Refine
Year of publication
- 2020 (2) (remove)
Document Type
- Part of a Book (2)
Language
- English (2)
Has Fulltext
- yes (2)
Is part of the Bibliography
- yes (2) (remove)
Keywords
- Annotation (1)
- Automatische Sprachanalyse (1)
- Dependenzgrammatik (1)
- Digital Humanities (1)
- Enzyklopädie (1)
- Gesprochene Sprache (1)
- Historische Lexikografie (1)
- Kontrastive Syntax (1)
- Korpus <Linguistik> (1)
- Natürliche Sprache (1)
Publicationstate
- Veröffentlichungsversion (2) (remove)
Reviewstate
- Peer-Review (2)
Publisher
- Association for Computational Linguistics (2) (remove)
I’ve got a construction looks funny – representing and recovering non-standard constructions in UD
(2020)
The UD framework defines guidelines for a crosslingual syntactic analysis in the framework of dependency grammar, with the aim of providing a consistent treatment across languages that not only supports multilingual NLP applications but also facilitates typological studies. Until now, the UD framework has mostly focussed on bilexical grammatical relations. In the paper, we propose to add a constructional perspective and discuss several examples of spoken-language constructions that occur in multiple languages and challenge the current use of basic and enhanced UD relations. The examples include cases where the surface relations are deceptive, and syntactic amalgams that either involve unconnected subtrees or structures with multiply-headed dependents. We argue that a unified treatment of constructions across languages will increase the consistency of the UD annotations and thus the quality of the treebanks for linguistic analysis.
Twenty-two historical encyclopedias encoded in TEI: a new resource for the Digital Humanities
(2020)
This paper accompanies the corpus publication of EncycNet, a novel XML/TEI annotated corpus of 22 historical German encyclopedias from the early 18th to early 20th century. We describe the creation and annotation of the corpus, including the rationale for its development, suggested methodology for TEI annotation, possible use cases and future work. While many well-developed annotation standards for lexical resources exist, none can adequately model the encyclopedias at hand, and we therefore suggest how the TEI Lex-0 standard may be modified with additional guidelines for the annotation of historical encyclopedias. As the digitization and annotation of historical encyclopedias are settling on TEI as the de facto standard, our methodology may inform similar projects.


• **How to complete this task**: Look through the data below. Pick out the lines holding the string "gauge".

(Stored items from a collection)
+-------+

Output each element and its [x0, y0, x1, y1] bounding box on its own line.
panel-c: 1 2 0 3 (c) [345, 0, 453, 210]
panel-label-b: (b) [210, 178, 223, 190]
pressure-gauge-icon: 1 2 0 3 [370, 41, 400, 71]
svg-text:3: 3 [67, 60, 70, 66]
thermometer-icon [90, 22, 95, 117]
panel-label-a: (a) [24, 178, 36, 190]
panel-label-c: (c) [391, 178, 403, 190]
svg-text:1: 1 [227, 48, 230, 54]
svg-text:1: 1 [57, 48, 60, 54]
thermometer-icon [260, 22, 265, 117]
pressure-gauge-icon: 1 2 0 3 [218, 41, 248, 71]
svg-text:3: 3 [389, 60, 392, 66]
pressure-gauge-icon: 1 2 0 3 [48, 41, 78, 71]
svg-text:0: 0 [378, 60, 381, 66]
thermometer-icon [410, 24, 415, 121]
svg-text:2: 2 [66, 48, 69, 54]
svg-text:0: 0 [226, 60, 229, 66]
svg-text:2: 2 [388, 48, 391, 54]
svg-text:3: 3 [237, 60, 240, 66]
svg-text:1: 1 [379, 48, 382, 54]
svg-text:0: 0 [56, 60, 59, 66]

+-------+

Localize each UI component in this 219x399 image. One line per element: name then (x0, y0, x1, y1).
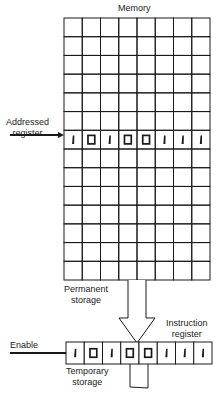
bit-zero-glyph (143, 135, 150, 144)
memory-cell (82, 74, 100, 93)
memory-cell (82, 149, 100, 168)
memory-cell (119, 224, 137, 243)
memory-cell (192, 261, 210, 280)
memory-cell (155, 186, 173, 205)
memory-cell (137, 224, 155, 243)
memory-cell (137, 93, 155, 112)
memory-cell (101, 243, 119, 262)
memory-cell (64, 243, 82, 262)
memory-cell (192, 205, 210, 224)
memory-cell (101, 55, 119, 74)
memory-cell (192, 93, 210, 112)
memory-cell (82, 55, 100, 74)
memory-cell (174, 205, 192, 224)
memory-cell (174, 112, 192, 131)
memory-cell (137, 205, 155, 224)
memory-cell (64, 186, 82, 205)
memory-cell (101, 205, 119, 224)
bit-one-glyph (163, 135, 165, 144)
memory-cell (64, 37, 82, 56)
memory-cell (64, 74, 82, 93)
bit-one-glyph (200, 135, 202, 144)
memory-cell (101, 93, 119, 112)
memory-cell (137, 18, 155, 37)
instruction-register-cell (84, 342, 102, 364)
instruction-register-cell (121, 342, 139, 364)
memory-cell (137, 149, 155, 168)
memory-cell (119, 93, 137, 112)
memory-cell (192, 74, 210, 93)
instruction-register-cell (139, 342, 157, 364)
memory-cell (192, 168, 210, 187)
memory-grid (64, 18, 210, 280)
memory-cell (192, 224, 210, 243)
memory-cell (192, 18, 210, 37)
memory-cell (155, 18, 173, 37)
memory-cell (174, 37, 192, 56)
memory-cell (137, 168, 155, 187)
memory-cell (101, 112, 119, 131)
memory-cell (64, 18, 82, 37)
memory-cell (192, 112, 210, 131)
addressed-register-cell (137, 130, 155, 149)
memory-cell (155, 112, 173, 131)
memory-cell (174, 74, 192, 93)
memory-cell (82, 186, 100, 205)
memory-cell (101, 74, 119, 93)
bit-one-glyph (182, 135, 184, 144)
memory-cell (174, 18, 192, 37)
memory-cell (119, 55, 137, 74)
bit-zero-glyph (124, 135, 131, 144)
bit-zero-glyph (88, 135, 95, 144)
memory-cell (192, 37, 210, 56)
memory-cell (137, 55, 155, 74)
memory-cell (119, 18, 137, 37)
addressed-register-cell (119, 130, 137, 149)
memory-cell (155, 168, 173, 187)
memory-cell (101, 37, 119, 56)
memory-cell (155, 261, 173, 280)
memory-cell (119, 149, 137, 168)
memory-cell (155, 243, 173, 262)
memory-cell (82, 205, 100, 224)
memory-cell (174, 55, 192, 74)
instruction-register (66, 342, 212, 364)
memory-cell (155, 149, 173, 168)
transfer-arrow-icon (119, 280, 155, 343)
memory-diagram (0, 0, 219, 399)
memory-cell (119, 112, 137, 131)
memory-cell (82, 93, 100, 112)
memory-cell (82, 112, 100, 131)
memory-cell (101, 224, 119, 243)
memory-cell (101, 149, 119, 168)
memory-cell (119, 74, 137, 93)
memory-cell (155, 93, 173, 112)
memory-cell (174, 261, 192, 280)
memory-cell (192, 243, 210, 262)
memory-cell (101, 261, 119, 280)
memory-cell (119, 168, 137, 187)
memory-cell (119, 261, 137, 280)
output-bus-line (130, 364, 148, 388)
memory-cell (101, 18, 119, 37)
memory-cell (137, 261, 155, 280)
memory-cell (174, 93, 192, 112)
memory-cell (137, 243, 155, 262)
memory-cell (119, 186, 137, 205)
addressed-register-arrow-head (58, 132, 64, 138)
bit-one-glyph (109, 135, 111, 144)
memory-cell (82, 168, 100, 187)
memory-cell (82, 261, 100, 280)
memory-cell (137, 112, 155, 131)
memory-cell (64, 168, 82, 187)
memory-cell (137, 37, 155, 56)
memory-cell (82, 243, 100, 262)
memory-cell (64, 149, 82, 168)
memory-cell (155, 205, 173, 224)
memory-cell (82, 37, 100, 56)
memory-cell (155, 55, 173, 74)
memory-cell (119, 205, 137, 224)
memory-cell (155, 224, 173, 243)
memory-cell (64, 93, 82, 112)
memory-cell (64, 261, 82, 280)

+-------+

• **Expected answer**:
pressure-gauge-icon: 1 2 0 3 [370, 41, 400, 71]
pressure-gauge-icon: 1 2 0 3 [218, 41, 248, 71]
pressure-gauge-icon: 1 2 0 3 [48, 41, 78, 71]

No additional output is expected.